By Cliff Potts, CSO, and Editor-in-Chief of WPS News
Baybay City, Leyte, Philippines — February 18, 2026
Large portions of the United States experienced severe winter storms in late January and early February, bringing heavy snowfall, ice accumulation, power outages, and transportation disruptions across multiple regions. Meteorologists attributed the events to a combination of polar vortex dynamics and unusually warm ocean temperatures that increased atmospheric moisture and storm intensity.
The storms affected the Midwest, Northeast, and parts of the Southern United States, straining energy infrastructure and emergency response systems. Airports were forced to cancel thousands of flights, while local governments issued travel bans and emergency declarations. Utilities reported widespread outages as ice and wind damaged transmission lines.
Climate scientists cautioned that these events should not be viewed as isolated anomalies. Research indicates that warming Arctic temperatures can destabilize the polar vortex, allowing cold air to plunge farther south while warmer oceans amplify precipitation. The result is increased weather volatility, producing more intense storms rather than uniform warming.
For the Philippines and the broader Indo-Pacific, the U.S. experience is instructive. While winter storms are not a regional threat, climate-driven volatility manifests locally through stronger typhoons, flooding, heat stress, and agricultural disruption. The underlying dynamics—warmer oceans fueling more destructive weather systems—are shared across regions.
Analysis
Extreme winter storms underscore a persistent misunderstanding of climate change as a linear process. Climate change does not eliminate cold weather; it disrupts established patterns, increasing the frequency and severity of extremes. Infrastructure designed for historical conditions is increasingly misaligned with current risk.
From a Philippines-first perspective, the lesson is preparedness rather than comparison. Energy grids, transportation networks, and disaster response systems must be built for volatility, not averages. Events in the United States highlight how even advanced economies struggle when infrastructure investment lags behind climate reality.
The broader concern is policy inconsistency. As major emitters retreat from coordinated climate frameworks, the burden of adaptation shifts disproportionately onto vulnerable countries. Without sustained global mitigation efforts, adaptation costs rise, and extreme events become more damaging and less predictable.
The long-term trajectory points toward normalized disruption. Weather volatility is no longer an exception but a defining feature of the climate system, demanding planning horizons that extend beyond political cycles and short-term economic calculations.
References (APA)
Associated Press. (2026, January). Severe winter storms disrupt travel and power across the United States.
Washington Post. (2026, January). How the polar vortex and warm oceans intensified major U.S. winter storms.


**Problem to solve**
For each entry in the listing, produce an exact copy.

**Records for the exercise**
-*-*-

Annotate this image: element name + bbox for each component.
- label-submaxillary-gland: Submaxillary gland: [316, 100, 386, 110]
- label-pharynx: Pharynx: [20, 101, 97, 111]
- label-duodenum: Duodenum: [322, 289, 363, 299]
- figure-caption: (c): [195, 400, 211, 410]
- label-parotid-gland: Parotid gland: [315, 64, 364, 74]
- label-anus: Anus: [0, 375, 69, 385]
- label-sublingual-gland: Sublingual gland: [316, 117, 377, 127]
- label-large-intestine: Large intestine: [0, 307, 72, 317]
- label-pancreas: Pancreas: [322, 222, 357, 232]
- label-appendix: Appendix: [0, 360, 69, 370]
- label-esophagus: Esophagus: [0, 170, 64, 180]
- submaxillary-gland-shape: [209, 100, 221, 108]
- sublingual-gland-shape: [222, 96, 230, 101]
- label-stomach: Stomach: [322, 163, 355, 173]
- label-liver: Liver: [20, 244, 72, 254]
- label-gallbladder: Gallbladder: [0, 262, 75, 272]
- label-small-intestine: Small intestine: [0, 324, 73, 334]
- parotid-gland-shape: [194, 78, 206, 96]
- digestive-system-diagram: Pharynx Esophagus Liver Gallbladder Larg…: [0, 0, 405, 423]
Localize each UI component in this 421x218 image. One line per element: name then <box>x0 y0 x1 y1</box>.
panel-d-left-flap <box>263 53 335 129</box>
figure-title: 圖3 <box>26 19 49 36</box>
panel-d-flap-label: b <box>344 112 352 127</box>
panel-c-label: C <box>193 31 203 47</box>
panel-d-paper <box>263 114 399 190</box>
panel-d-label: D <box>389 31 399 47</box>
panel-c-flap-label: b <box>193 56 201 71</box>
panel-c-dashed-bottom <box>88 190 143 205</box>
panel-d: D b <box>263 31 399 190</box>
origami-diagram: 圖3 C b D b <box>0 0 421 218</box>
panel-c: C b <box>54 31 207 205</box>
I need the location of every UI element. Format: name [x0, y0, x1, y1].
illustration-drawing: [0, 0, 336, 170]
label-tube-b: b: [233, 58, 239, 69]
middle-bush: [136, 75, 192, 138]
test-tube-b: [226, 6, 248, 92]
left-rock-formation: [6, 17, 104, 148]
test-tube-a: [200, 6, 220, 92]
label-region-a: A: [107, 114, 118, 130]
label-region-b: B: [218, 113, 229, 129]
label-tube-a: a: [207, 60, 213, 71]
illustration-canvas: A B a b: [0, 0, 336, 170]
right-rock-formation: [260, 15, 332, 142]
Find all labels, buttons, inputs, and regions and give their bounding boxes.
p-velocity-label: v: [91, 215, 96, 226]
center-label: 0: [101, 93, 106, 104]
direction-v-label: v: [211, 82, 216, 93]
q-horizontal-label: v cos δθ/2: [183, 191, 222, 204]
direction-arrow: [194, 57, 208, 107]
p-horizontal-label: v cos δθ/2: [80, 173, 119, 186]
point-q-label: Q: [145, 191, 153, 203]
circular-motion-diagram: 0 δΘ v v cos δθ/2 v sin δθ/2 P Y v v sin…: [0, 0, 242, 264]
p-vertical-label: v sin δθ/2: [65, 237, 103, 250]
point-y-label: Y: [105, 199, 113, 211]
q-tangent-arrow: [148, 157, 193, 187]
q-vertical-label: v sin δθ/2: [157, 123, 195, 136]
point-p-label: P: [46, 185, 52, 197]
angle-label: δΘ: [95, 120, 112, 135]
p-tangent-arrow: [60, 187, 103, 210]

-*-*-

**Expected answer**
Annotate this image: element name + bbox for each component.
- label-submaxillary-gland: Submaxillary gland: [316, 100, 386, 110]
- label-pharynx: Pharynx: [20, 101, 97, 111]
- label-duodenum: Duodenum: [322, 289, 363, 299]
- figure-caption: (c): [195, 400, 211, 410]
- label-parotid-gland: Parotid gland: [315, 64, 364, 74]
- label-anus: Anus: [0, 375, 69, 385]
- label-sublingual-gland: Sublingual gland: [316, 117, 377, 127]
- label-large-intestine: Large intestine: [0, 307, 72, 317]
- label-pancreas: Pancreas: [322, 222, 357, 232]
- label-appendix: Appendix: [0, 360, 69, 370]
- label-esophagus: Esophagus: [0, 170, 64, 180]
- submaxillary-gland-shape: [209, 100, 221, 108]
- sublingual-gland-shape: [222, 96, 230, 101]
- label-stomach: Stomach: [322, 163, 355, 173]
- label-liver: Liver: [20, 244, 72, 254]
- label-gallbladder: Gallbladder: [0, 262, 75, 272]
- label-small-intestine: Small intestine: [0, 324, 73, 334]
- parotid-gland-shape: [194, 78, 206, 96]
- digestive-system-diagram: Pharynx Esophagus Liver Gallbladder Larg…: [0, 0, 405, 423]
Localize each UI component in this 421x218 image. One line per element: name then <box>x0 y0 x1 y1</box>.
panel-d-left-flap <box>263 53 335 129</box>
figure-title: 圖3 <box>26 19 49 36</box>
panel-d-flap-label: b <box>344 112 352 127</box>
panel-c-label: C <box>193 31 203 47</box>
panel-d-paper <box>263 114 399 190</box>
panel-d-label: D <box>389 31 399 47</box>
panel-c-flap-label: b <box>193 56 201 71</box>
panel-c-dashed-bottom <box>88 190 143 205</box>
panel-d: D b <box>263 31 399 190</box>
origami-diagram: 圖3 C b D b <box>0 0 421 218</box>
panel-c: C b <box>54 31 207 205</box>
I need the location of every UI element. Format: name [x0, y0, x1, y1].
illustration-drawing: [0, 0, 336, 170]
label-tube-b: b: [233, 58, 239, 69]
middle-bush: [136, 75, 192, 138]
test-tube-b: [226, 6, 248, 92]
left-rock-formation: [6, 17, 104, 148]
test-tube-a: [200, 6, 220, 92]
label-region-a: A: [107, 114, 118, 130]
label-region-b: B: [218, 113, 229, 129]
label-tube-a: a: [207, 60, 213, 71]
illustration-canvas: A B a b: [0, 0, 336, 170]
right-rock-formation: [260, 15, 332, 142]
Find all labels, buttons, inputs, and regions and give their bounding boxes.
p-velocity-label: v: [91, 215, 96, 226]
center-label: 0: [101, 93, 106, 104]
direction-v-label: v: [211, 82, 216, 93]
q-horizontal-label: v cos δθ/2: [183, 191, 222, 204]
direction-arrow: [194, 57, 208, 107]
p-horizontal-label: v cos δθ/2: [80, 173, 119, 186]
point-q-label: Q: [145, 191, 153, 203]
circular-motion-diagram: 0 δΘ v v cos δθ/2 v sin δθ/2 P Y v v sin…: [0, 0, 242, 264]
p-vertical-label: v sin δθ/2: [65, 237, 103, 250]
point-y-label: Y: [105, 199, 113, 211]
q-tangent-arrow: [148, 157, 193, 187]
q-vertical-label: v sin δθ/2: [157, 123, 195, 136]
point-p-label: P: [46, 185, 52, 197]
angle-label: δΘ: [95, 120, 112, 135]
p-tangent-arrow: [60, 187, 103, 210]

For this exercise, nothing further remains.